My six-year-old son and I have been reading Philip Pullman's extraordinary trilogy, "His Dark Materials." (We had run out of Harry Potter.) Pullman's books are a kind of atheist antidote to C.S. Lewis's delightful "Narnia" series. Central to the plot is the idea, derived from modern physics, that our universe is just one of an infinite number of universes and that there could be "wormholes" that connect one universe to another.
Perhaps there are multiple universes. Perhaps there is a planet earth where, two years ago, around 39,000 voters in Michigan, Pennsylvania, and Wisconsin decided, on reflection, to cast their ballots for Hillary Clinton rather than Donald Trump. What might that planet be like today? The obvious answer is that the impeachment of the president would have begun a year and a half ago.
President Trump's tweets on Friday amounted to a garbled charge-sheet, listing all the political detritus that Republicans would have packaged as "high crimes and misdemeanors" if Clinton had won the election.
Trump urged Attorney General Jeff Sessions to "look into all of the corruption on the ‘other side' including deleted Emails, Comey lies & leaks, Mueller conflicts, McCabe, Strzok, Page, Ohr, FISA abuse, Christopher Steele & his phony and corrupt Dossier, the Clinton Foundation, illegal surveillance of Trump Campaign, Russian collusion by Dems and so much more."
Had Hillary Clinton become president, Trump TV would be vying with Fox to convince viewers that all these individuals were part of a deep-state conspiracy to rig the election against the Republican candidate. I have little doubt that the House Republicans would have begun impeachment proceedings against Clinton soon after her inauguration.
America can seem like a madhouse these days, but I am not sure it would be much less mad if Clinton had won. It might even be madder.
Yet the argument "Clinton would have been as bad, or worse" doesn't get us very far. It doesn't tell us what will happen next in this world, where Trump is the one on the hook.
I am not a lawyer, admittedly. On the other hand, Michael Cohen is (or was) a lawyer. It's kind of a devalued currency these days. Anyway, no one can say definitively if the action of which the president was accused by his former attorney last week qualifies as a high crime. Alan Dershowitz who has dismayed many of his former Harvard colleagues and Martha's Vineyard neighbors by sticking up for Trump says there's no crime at all "if, as a candidate, [Trump] contributed to his own campaign" by giving hush money to Stormy Daniels.
So maybe it wasn't a high crime, but it was certainly pretty low conduct on Trump's part to pay off his porn star ex-mistress during an election campaign and disguise the payment as a tax-deductible business expense. In any case, Cohen's lawyer said last week that his client has more dirt to dish dirt that is supposedly relevant to Robert Mueller's inquiry into Russia's meddling in the election.
Whatever the charges against Trump, of course, the decision on whether or not he gets impeached lies in the realm of politics more than the realm of law. It depends on whether the Democrats win back the House of Representatives in November. It depends on whether their leaders in Congress decide to go for impeachment.
Two key variables in the coming weeks and months will be Trump himself and Republican voters. The president is a reckless man who has repeatedly made matters worse for himself. As Jack Goldsmith argued on Wednesday in The Weekly Standard, we should expect Trump to keep up the bad work. The denouement of his presidency may resemble one of those gangster movies in which the bloodshed escalates exponentially as the forces of law close in and the "good fellas" lose their heads.
The other key question is whether Republican voters will stick with Trump through thick and thin, regardless of what is revealed about his conduct and character. Salena Zito of the New York Post has been far and away the shrewdest observer of Trump supporters. Her view is that Trump's base will not desert him and may even cleave more closely to their man if impeachment happens.
There are, to repeat, other universes. In the words of Pullman's mercurial Lord Asriel, we inhabit just one of "uncountable billions of parallel worlds."
Somewhere out there, no doubt, a parallel universe exists where the North American colonies did not revolt against British rule, and what we call today the United States is more like south Canada. In that universe, Americans have the same constitutional arrangements as Canadians and Australians a parliamentary system in which prime ministers have to be party leaders and their powers are more circumscribed than those of a US president.
There are, of course, populists in that other world, just as there are populists in Canada and Australia today, but no one remotely as powerful as Trump. Instead, I can report, Paul Ryan has just been forced to step down as prime minister and has been replaced by Kevin McCarthy.
Boring, I know. So count yourself lucky to be living in much the most interesting of all the possible universes.
Niall Ferguson's new book is "The Square and the Tower: Networks and Power from the Freemasons to Facebook." (Buy it at a 35% discount by clicking here or order in KINDLE edition at a 50% discount by clicking here). He is the Milbank Family Senior Fellow at the Hoover Institution, Stanford University, and a senior fellow of the Center for European Studies, Harvard, where he served for twelve years as the Laurence A. Tisch Professor of History.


TASK TO CARRY OUT:
In the material below, find every line with "ffffff" and pull it out.

MATERIAL TO PROCESS:
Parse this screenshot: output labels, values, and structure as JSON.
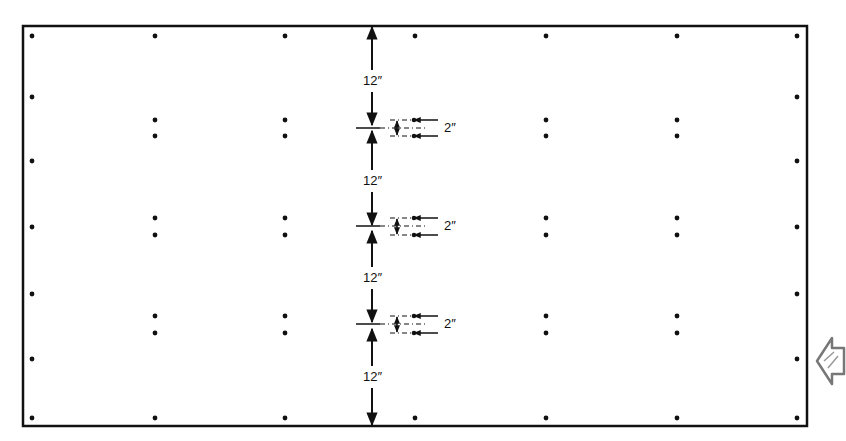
{
  "diagram": {
    "title": "",
    "stroke_color": "#111111",
    "background": "#ffffff",
    "border": {
      "left": 23,
      "top": 26,
      "right": 807,
      "bottom": 426
    },
    "vertical_dimensions": [
      {
        "label": "12″",
        "from_y": 26,
        "to_y": 126,
        "label_y": 80
      },
      {
        "label": "12″",
        "from_y": 130,
        "to_y": 226,
        "label_y": 180
      },
      {
        "label": "12″",
        "from_y": 230,
        "to_y": 323,
        "label_y": 277
      },
      {
        "label": "12″",
        "from_y": 328,
        "to_y": 426,
        "label_y": 376
      }
    ],
    "spacing_callouts": [
      {
        "label": "2″",
        "y_top": 120,
        "y_bottom": 136,
        "center_y": 128
      },
      {
        "label": "2″",
        "y_top": 218,
        "y_bottom": 235,
        "center_y": 226
      },
      {
        "label": "2″",
        "y_top": 316,
        "y_bottom": 333,
        "center_y": 324
      }
    ],
    "dimension_line_x": 372,
    "edge_dots": {
      "left_x": 32,
      "right_x": 797,
      "ys": [
        36,
        97,
        161,
        227,
        294,
        359,
        418
      ]
    },
    "top_bottom_dots": {
      "xs": [
        155,
        285,
        415,
        546,
        677
      ],
      "top_y": 36,
      "bottom_y": 418
    },
    "interior_pair_columns": [
      155,
      285,
      546,
      677
    ],
    "interior_pair_rows": [
      [
        120,
        136
      ],
      [
        218,
        235
      ],
      [
        316,
        333
      ]
    ],
    "nav_icon": "next-page-arrow-icon"
  }
}
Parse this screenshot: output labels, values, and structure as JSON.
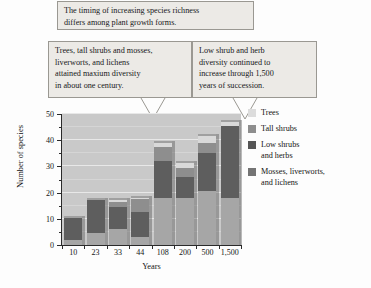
{
  "callouts": {
    "top": {
      "lines": [
        "The timing of increasing species richness",
        "differs among plant growth forms."
      ]
    },
    "left": {
      "lines": [
        "Trees, tall shrubs and mosses,",
        "liverworts, and lichens",
        "attained maxium diversity",
        "in about one century."
      ]
    },
    "right": {
      "lines": [
        "Low shrub and herb",
        "diversity continued to",
        "increase through 1,500",
        "years of succession."
      ]
    }
  },
  "legend": {
    "items": [
      {
        "label_lines": [
          "Trees"
        ],
        "color": "#dcdcdc"
      },
      {
        "label_lines": [
          "Tall shrubs"
        ],
        "color": "#8e8e8e"
      },
      {
        "label_lines": [
          "Low shrubs",
          "and herbs"
        ],
        "color": "#555555"
      },
      {
        "label_lines": [
          "Mosses, liverworts,",
          "and lichens"
        ],
        "color": "#747474"
      }
    ]
  },
  "chart_data": {
    "type": "bar",
    "title": "",
    "xlabel": "Years",
    "ylabel": "Number of species",
    "categories": [
      "10",
      "23",
      "33",
      "44",
      "108",
      "200",
      "500",
      "1,500"
    ],
    "ylim": [
      0,
      50
    ],
    "yticks": [
      0,
      10,
      20,
      30,
      40,
      50
    ],
    "yminorticks": [
      5,
      15,
      25,
      35,
      45
    ],
    "grid": true,
    "stacked": true,
    "legend_position": "right",
    "series": [
      {
        "name": "Mosses, liverworts, and lichens",
        "color": "#a6a6a6",
        "values": [
          2,
          4.5,
          6,
          3,
          18,
          18,
          20.5,
          18
        ]
      },
      {
        "name": "Low shrubs and herbs",
        "color": "#5e5e5e",
        "values": [
          8.5,
          12.5,
          8.5,
          9.5,
          14,
          8,
          14.5,
          27.5
        ]
      },
      {
        "name": "Tall shrubs",
        "color": "#8e8e8e",
        "values": [
          0,
          0,
          2,
          5,
          5.5,
          3.5,
          4,
          0
        ]
      },
      {
        "name": "Trees",
        "color": "#d9d9d9",
        "values": [
          0,
          0,
          0.5,
          0.5,
          1.5,
          2,
          2.5,
          1.5
        ]
      }
    ],
    "totals": [
      10.5,
      17,
      17,
      18,
      39,
      31.5,
      41.5,
      47
    ]
  }
}
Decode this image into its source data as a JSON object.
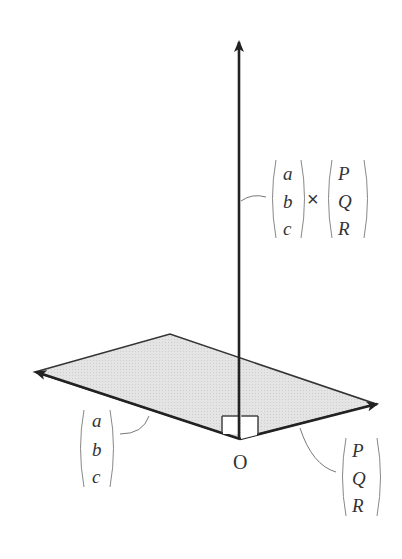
{
  "diagram": {
    "origin_label": "O",
    "normal_vector_label": {
      "left_vector": [
        "a",
        "b",
        "c"
      ],
      "operator": "×",
      "right_vector": [
        "P",
        "Q",
        "R"
      ]
    },
    "left_vector_label": [
      "a",
      "b",
      "c"
    ],
    "right_vector_label": [
      "P",
      "Q",
      "R"
    ],
    "colors": {
      "plane_fill": "#e6e6e6",
      "stroke": "#222222",
      "label": "#333333",
      "leader": "#777777"
    }
  }
}
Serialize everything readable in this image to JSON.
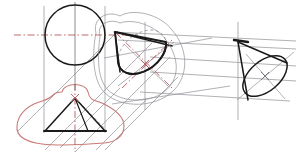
{
  "document": {
    "title": "Descriptive Geometry Construction — Cone Auxiliary Views",
    "type": "technical-line-drawing",
    "canvas": {
      "width": 296,
      "height": 165,
      "background": "#ffffff"
    }
  },
  "colors": {
    "object_line": "#1a1a1a",
    "construction_line": "#8f8f96",
    "center_line": "#b5595b",
    "sketch_outline": "#c87b78",
    "hidden_line": "#9a9aa2",
    "background": "#ffffff"
  },
  "views": {
    "top_view": {
      "label": "top-view-circle",
      "center": {
        "x": 75,
        "y": 35
      },
      "radius": 30,
      "has_center_lines": true,
      "center_line_color": "#b5595b"
    },
    "front_view": {
      "label": "front-view-triangle",
      "apex": {
        "x": 75,
        "y": 98
      },
      "base_left": {
        "x": 45,
        "y": 131
      },
      "base_right": {
        "x": 105,
        "y": 131
      },
      "has_sketch_outline": true,
      "sketch_color": "#c87b78"
    },
    "auxiliary_view_1": {
      "label": "auxiliary-cone-middle",
      "apex": {
        "x": 115,
        "y": 32
      },
      "ellipse_center": {
        "x": 145,
        "y": 64
      },
      "ellipse_rx": 27,
      "ellipse_ry": 18,
      "ellipse_rotation": -38,
      "has_sketch_outline": true
    },
    "auxiliary_view_2": {
      "label": "auxiliary-cone-right",
      "apex": {
        "x": 238,
        "y": 42
      },
      "ellipse_center": {
        "x": 265,
        "y": 76
      },
      "ellipse_rx": 26,
      "ellipse_ry": 15,
      "ellipse_rotation": -40
    }
  },
  "construction": {
    "vertical_lines_x": [
      44,
      75,
      105
    ],
    "projector_note": "parallel projector lines link top, front and auxiliary views",
    "parallel_band_count": 4
  },
  "annotations": {
    "caption": ""
  }
}
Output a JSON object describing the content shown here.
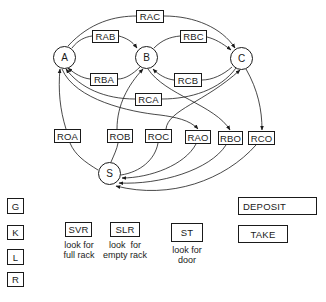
{
  "diagram": {
    "states": [
      {
        "id": "A",
        "label": "A"
      },
      {
        "id": "B",
        "label": "B"
      },
      {
        "id": "C",
        "label": "C"
      },
      {
        "id": "S",
        "label": "S"
      }
    ],
    "transitions": [
      {
        "label": "RAC",
        "from": "A",
        "to": "C"
      },
      {
        "label": "RAB",
        "from": "A",
        "to": "B"
      },
      {
        "label": "RBC",
        "from": "B",
        "to": "C"
      },
      {
        "label": "RBA",
        "from": "B",
        "to": "A"
      },
      {
        "label": "RCB",
        "from": "C",
        "to": "B"
      },
      {
        "label": "RCA",
        "from": "C",
        "to": "A"
      },
      {
        "label": "ROA",
        "from": "S",
        "to": "A"
      },
      {
        "label": "ROB",
        "from": "S",
        "to": "B"
      },
      {
        "label": "ROC",
        "from": "S",
        "to": "C"
      },
      {
        "label": "RAO",
        "from": "A",
        "to": "S"
      },
      {
        "label": "RBO",
        "from": "B",
        "to": "S"
      },
      {
        "label": "RCO",
        "from": "C",
        "to": "S"
      }
    ],
    "primitives": [
      "G",
      "K",
      "L",
      "R"
    ],
    "sensors": [
      {
        "label": "SVR",
        "caption_line1": "look for",
        "caption_line2": "full rack"
      },
      {
        "label": "SLR",
        "caption_line1": "look  for",
        "caption_line2": "empty rack"
      },
      {
        "label": "ST",
        "caption_line1": "look for",
        "caption_line2": "door"
      }
    ],
    "actions": [
      "DEPOSIT",
      "TAKE"
    ]
  }
}
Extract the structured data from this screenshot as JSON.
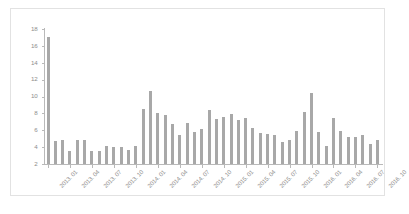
{
  "chart_data": {
    "type": "bar",
    "title": "",
    "subtitle": "",
    "xlabel": "",
    "ylabel": "",
    "ylim": [
      2,
      18
    ],
    "yticks": [
      2,
      4,
      6,
      8,
      10,
      12,
      14,
      16,
      18
    ],
    "grid": false,
    "legend": null,
    "bar_color": "#a8a8a8",
    "axis_color": "#b9b9b9",
    "tick_label_color": "#8d8d8d",
    "categories": [
      "2013. 01",
      "2013. 02",
      "2013. 03",
      "2013. 04",
      "2013. 05",
      "2013. 06",
      "2013. 07",
      "2013. 08",
      "2013. 09",
      "2013. 10",
      "2013. 11",
      "2013. 12",
      "2014. 01",
      "2014. 02",
      "2014. 03",
      "2014. 04",
      "2014. 05",
      "2014. 06",
      "2014. 07",
      "2014. 08",
      "2014. 09",
      "2014. 10",
      "2014. 11",
      "2014. 12",
      "2015. 01",
      "2015. 02",
      "2015. 03",
      "2015. 04",
      "2015. 05",
      "2015. 06",
      "2015. 07",
      "2015. 08",
      "2015. 09",
      "2015. 10",
      "2015. 11",
      "2015. 12",
      "2016. 01",
      "2016. 02",
      "2016. 03",
      "2016. 04",
      "2016. 05",
      "2016. 06",
      "2016. 07",
      "2016. 08",
      "2016. 09",
      "2016. 10"
    ],
    "values": [
      17.0,
      4.7,
      4.8,
      3.5,
      4.9,
      4.8,
      3.6,
      3.6,
      4.1,
      4.0,
      4.0,
      3.7,
      4.1,
      8.5,
      10.6,
      8.1,
      7.8,
      6.8,
      5.4,
      6.9,
      5.8,
      6.1,
      8.4,
      7.3,
      7.6,
      7.9,
      7.2,
      7.4,
      6.3,
      5.7,
      5.5,
      5.4,
      4.6,
      4.8,
      5.9,
      8.2,
      10.4,
      5.8,
      4.1,
      7.5,
      5.9,
      5.2,
      5.2,
      5.4,
      4.4,
      4.8
    ],
    "xtick_labels": [
      "2013. 01",
      "2013. 04",
      "2013. 07",
      "2013. 10",
      "2014. 01",
      "2014. 04",
      "2014. 07",
      "2014. 10",
      "2015. 01",
      "2015. 04",
      "2015. 07",
      "2015. 10",
      "2016. 01",
      "2016. 04",
      "2016. 07",
      "2016. 10"
    ],
    "xtick_indices": [
      0,
      3,
      6,
      9,
      12,
      15,
      18,
      21,
      24,
      27,
      30,
      33,
      36,
      39,
      42,
      45
    ]
  }
}
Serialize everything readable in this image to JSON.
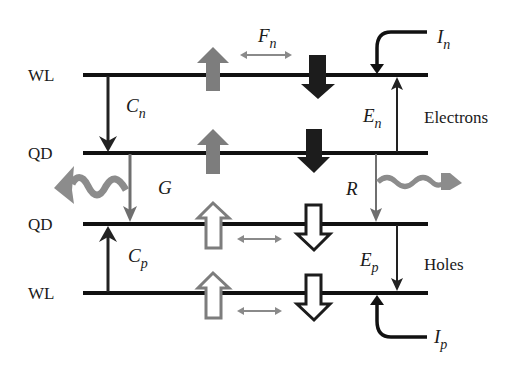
{
  "diagram": {
    "levels": [
      {
        "label": "WL",
        "y": 75
      },
      {
        "label": "QD",
        "y": 153
      },
      {
        "label": "QD",
        "y": 224
      },
      {
        "label": "WL",
        "y": 293
      }
    ],
    "groups": {
      "electrons": "Electrons",
      "holes": "Holes"
    },
    "processes": {
      "capture_electrons": {
        "main": "C",
        "sub": "n"
      },
      "capture_holes": {
        "main": "C",
        "sub": "p"
      },
      "escape_electrons": {
        "main": "E",
        "sub": "n"
      },
      "escape_holes": {
        "main": "E",
        "sub": "p"
      },
      "injection_electrons": {
        "main": "I",
        "sub": "n"
      },
      "injection_holes": {
        "main": "I",
        "sub": "p"
      },
      "spin_flip": {
        "main": "F",
        "sub": "n"
      },
      "generation": "G",
      "recombination": "R"
    },
    "colors": {
      "line": "#111111",
      "dark_arrow": "#1c1c1c",
      "gray_arrow": "#7a7a7a",
      "light_gray": "#9a9a9a",
      "wave": "#8c8c8c"
    }
  }
}
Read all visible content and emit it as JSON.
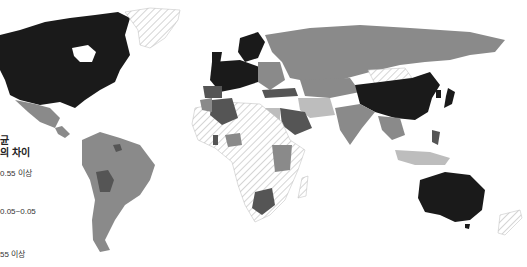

ANSWER BOX:
    "background": "#ffffff",
      "background": "#ffffff"
    "background": "#ffffff"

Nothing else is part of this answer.